All that said, there are so many open questions around async/embedded that I think almost any approach that results in running code is valuable right now because it helps us all understand the space better!

Alright! Then, I will advance with my current approach, I think adding the possibility for the developer to poll the interface themselves is easy so I will add that too for now and later on revisit to use embedded-nal if possible.
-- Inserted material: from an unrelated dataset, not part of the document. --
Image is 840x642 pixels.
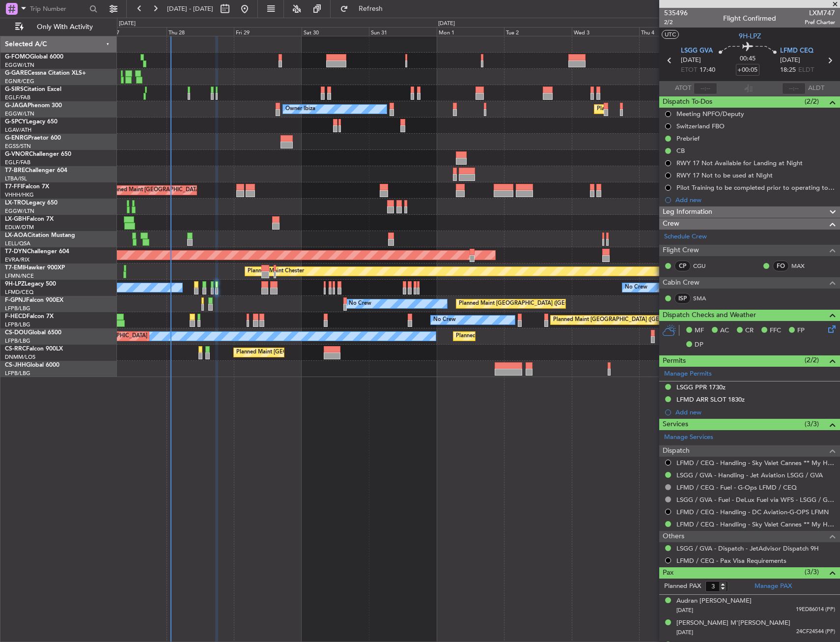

@conectado conectado force-pushed the conectado/tcp-transport-using-smoltcp branch 2 times, most recently from 80d574a to 123f0a9 Compare December 14, 2021 08:38
@conectado conectado force-pushed the conectado/tcp-transport-using-smoltcp branch 2 times, most recently from d41504c to a7afe28 Compare December 17, 2021 08:11
@conectado conectado force-pushed the conectado/tcp-transport-using-smoltcp branch from d35610c to b449ea2 Compare December 29, 2021 08:58
@conectado conectado force-pushed the conectado/tcp-transport-using-smoltcp branch 2 times, most recently from c6b1cd9 to f2d28c6 Compare January 16, 2022 05:16
@conectado conectado force-pushed the conectado/tcp-transport-using-smoltcp branch from 1942f29 to 6e99517 Compare January 23, 2022 21:17
@conectado conectado force-pushed the conectado/tcp-transport-using-smoltcp branch 2 times, most recently from b36a3ec to a7804f1 Compare February 12, 2022 18:42
@conectado conectado force-pushed the conectado/tcp-transport-using-smoltcp branch 3 times, most recently from f36d0f0 to 6d17559 Compare February 20, 2022 01:56
@conectado conectado marked this pull request as ready for review February 20, 2022 03:02
@conectado conectado changed the title (WIP) Add smoltcp TCP transport Add smoltcp TCP transport Feb 20, 2022
@conectado conectado force-pushed the conectado/tcp-transport-using-smoltcp branch from 7948d14 to 8517611 Compare February 20, 2022 23:42
@conectado conectado force-pushed the conectado/tcp-transport-using-smoltcp branch from 8517611 to 4d51a34 Compare February 20, 2022 23:50
* Changes to support using smoltcp as transport protocol in crate `ockam_transport_smoltcp`.
  * Includes async interface.
  * Ability to manually poll.
  * Necessary implementation of interfaces to run in std using tun/tap interface.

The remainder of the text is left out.